Apalutamide added to ADT Means Improved Survival, Quality of Life
The addition of apalutamide to androgen deprivation therapy is well tolerated and significantly improves survival while maintaining health-related quality of life in men with prostate cancer.
The addition of apalutamide to androgen deprivation therapy (ADT) is well tolerated and significantly improves survival while maintaining health-related quality of life in men with metastatic castration-sensitive prostate cancer, according to a new analysis of the phase III TITAN study. The new findings follow results showing improvements in survival time.
“Whether new treatment approaches offer a survival benefit without compromising patient health-related quality of life (HRQOL) is important to investigate,” wrote study authors led by Neeraj Agarwal, MD, of the Huntsman Cancer Institute at the University of Utah. “Patient-reported outcomes can provide meaningful data about disease symptoms, treatment tolerance, and overall HRQOL; are essential to clinicians and patients making treatment choices; and have increasing importance to regulatory agencies around the world when approving drug therapies.”
The TITAN trial included a total of 1,052 men with metastatic castration-sensitive prostate cancer, randomized to receive either apalutamide plus ADT (525 patients) or ADT plus placebo (527 patients). For the new analysis, the median follow-up period ranged from 19.4 to 22.1 months. Results were
The analysis included patient-reported outcomes from the Brief Pain Inventory-Short Form (BPI-SF), the Brief Fatigue Inventory (BFI), the Functional Assessment of Cancer Therapy-Prostate (FACT-P), and the EuroQoL 5D questionnaire 5 level (EQ-5D-5L).
The median time to worst pain was 19.09 months in the apalutamide group, compared with 11.99 months in the placebo group; this difference was not statistically significant (hazard ratio [HR] 0.89; 95% CI, 0.75-1.06; P= 0.20). The median time to pain interference progression was not reached in either group.
The FACT-P total score showed that health-related quality of life was maintained in both groups; the same was true for the EQ-5D-5L data. The median time to deterioration based on the FACT-P total score was 8.87 months with apalutamide and 9.23 months with placebo (HR 1.02; 95% CI, 0.85-1.22; P= 0.85).
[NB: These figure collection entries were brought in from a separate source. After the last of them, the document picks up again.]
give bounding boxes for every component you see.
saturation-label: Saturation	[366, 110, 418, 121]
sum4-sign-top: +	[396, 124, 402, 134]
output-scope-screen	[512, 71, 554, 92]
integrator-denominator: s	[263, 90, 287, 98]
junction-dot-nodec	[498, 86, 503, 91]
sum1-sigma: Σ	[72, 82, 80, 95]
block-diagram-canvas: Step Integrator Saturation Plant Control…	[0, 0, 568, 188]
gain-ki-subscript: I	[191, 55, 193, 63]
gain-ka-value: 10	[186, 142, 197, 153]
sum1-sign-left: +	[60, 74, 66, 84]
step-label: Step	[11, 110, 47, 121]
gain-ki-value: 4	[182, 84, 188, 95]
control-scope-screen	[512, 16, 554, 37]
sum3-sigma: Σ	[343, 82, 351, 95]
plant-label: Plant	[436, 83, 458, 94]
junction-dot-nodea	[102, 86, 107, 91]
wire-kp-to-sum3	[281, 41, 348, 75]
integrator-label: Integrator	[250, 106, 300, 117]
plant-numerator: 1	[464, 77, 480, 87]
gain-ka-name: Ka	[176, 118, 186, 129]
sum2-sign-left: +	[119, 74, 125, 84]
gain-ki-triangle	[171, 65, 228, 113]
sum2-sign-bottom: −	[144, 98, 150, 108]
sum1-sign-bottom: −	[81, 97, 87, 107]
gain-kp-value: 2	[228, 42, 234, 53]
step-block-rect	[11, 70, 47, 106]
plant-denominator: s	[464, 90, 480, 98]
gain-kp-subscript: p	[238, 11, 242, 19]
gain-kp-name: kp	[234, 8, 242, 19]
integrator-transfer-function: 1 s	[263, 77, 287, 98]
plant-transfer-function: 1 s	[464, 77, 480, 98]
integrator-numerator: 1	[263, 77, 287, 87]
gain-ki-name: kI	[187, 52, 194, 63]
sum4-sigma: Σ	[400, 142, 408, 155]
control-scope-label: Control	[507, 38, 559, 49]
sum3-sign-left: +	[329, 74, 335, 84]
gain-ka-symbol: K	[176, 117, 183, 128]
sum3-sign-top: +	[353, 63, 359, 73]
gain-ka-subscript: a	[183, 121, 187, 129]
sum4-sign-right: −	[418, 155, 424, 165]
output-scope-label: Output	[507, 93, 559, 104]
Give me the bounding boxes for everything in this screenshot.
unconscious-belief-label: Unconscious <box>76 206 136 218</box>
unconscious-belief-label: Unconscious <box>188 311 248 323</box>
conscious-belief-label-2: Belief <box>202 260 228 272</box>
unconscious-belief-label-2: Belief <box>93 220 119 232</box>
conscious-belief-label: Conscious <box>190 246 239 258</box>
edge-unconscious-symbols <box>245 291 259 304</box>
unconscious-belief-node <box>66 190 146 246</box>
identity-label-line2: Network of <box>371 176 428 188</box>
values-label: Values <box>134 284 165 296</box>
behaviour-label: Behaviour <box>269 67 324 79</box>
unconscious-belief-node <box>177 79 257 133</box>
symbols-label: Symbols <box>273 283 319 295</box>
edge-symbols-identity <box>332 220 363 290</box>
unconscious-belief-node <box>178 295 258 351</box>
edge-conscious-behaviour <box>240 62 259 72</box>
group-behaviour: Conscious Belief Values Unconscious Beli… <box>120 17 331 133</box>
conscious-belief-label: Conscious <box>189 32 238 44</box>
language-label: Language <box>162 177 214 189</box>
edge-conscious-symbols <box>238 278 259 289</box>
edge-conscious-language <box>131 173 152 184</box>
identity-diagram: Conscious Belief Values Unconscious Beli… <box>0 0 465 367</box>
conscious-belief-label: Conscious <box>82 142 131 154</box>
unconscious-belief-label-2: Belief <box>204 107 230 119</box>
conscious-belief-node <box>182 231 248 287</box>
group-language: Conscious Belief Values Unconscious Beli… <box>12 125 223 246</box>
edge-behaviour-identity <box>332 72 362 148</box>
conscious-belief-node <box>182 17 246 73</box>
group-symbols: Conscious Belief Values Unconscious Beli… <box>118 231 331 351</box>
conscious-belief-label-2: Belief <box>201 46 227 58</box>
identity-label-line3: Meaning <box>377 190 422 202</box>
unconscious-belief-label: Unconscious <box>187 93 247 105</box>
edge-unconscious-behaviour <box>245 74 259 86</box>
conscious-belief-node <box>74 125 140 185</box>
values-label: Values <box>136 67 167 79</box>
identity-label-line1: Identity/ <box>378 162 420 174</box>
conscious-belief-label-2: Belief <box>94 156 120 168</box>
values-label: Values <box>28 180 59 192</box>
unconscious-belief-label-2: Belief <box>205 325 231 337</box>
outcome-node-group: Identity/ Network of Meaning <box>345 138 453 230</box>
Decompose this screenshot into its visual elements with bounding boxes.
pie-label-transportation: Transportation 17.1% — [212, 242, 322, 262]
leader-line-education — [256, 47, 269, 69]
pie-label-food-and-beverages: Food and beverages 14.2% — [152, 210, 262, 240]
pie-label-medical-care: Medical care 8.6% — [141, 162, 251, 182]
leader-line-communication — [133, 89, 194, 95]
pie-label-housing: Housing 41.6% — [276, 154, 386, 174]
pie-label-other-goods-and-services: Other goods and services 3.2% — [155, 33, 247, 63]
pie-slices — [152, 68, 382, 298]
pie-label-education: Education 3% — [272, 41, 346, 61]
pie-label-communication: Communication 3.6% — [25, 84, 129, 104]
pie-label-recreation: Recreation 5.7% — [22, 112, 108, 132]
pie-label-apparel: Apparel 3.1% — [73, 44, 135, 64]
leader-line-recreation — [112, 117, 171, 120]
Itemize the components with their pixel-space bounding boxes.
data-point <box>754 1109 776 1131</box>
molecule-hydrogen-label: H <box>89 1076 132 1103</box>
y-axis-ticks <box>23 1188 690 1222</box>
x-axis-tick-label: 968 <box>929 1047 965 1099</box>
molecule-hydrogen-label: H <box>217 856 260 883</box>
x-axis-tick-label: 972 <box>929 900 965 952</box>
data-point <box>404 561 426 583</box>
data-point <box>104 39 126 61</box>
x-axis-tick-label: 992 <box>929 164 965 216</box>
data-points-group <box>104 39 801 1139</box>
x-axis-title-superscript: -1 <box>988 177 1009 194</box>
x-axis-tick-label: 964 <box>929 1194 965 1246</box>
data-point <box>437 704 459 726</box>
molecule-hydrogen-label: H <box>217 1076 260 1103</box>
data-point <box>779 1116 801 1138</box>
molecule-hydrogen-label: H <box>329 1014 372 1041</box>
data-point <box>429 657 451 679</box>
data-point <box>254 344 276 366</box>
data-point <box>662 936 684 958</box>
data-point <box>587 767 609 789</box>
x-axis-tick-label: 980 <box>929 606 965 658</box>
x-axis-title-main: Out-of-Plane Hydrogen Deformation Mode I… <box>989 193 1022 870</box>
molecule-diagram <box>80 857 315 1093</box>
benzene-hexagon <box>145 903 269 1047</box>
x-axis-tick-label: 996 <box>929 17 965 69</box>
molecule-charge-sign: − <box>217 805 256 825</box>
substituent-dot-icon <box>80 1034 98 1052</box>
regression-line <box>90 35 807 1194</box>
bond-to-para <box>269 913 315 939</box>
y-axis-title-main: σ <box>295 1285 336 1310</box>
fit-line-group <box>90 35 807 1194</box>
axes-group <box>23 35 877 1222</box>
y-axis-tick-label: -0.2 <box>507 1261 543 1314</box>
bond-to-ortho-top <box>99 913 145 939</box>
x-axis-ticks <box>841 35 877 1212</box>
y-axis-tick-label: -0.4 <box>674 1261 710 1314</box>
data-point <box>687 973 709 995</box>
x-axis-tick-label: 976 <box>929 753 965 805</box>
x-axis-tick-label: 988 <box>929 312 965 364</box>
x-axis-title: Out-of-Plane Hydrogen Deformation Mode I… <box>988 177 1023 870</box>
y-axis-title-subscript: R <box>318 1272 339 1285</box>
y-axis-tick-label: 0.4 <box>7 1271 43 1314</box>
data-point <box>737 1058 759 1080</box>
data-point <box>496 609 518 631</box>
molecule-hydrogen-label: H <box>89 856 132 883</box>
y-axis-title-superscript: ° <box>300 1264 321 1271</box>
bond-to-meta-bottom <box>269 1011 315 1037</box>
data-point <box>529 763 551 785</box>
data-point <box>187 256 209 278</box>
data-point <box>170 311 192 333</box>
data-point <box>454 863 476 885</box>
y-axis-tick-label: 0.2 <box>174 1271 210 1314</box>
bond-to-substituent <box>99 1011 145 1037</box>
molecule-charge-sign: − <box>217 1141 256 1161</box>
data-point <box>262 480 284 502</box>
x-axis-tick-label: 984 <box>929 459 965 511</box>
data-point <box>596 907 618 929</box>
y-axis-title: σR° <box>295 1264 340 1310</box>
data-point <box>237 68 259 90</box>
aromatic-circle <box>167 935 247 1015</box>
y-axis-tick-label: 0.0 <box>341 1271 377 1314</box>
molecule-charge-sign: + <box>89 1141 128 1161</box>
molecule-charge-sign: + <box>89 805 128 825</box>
“The results of the TITAN study showed substantial benefits for apalutamide plus ADT for overall survival and radiographic progression-free survival in patients with metastatic castration-sensitive prostate cancer, and overall HRQOL was maintained with the addition of apalutamide to ADT,” the authors concluded. “These data support the addition of apalutamide to ADT for a broad range of patients with metastatic castration-sensitive prostate cancer.”
In an accompanying
“The development of prostate cancer survivorship care that is men-centred and holistic must keep pace with medical advances, and including quality-of-life considerations in clinical research is a valuable starting point,” the authors wrote.
Newsletter
Stay up to date on recent advances in the multidisciplinary approach to cancer.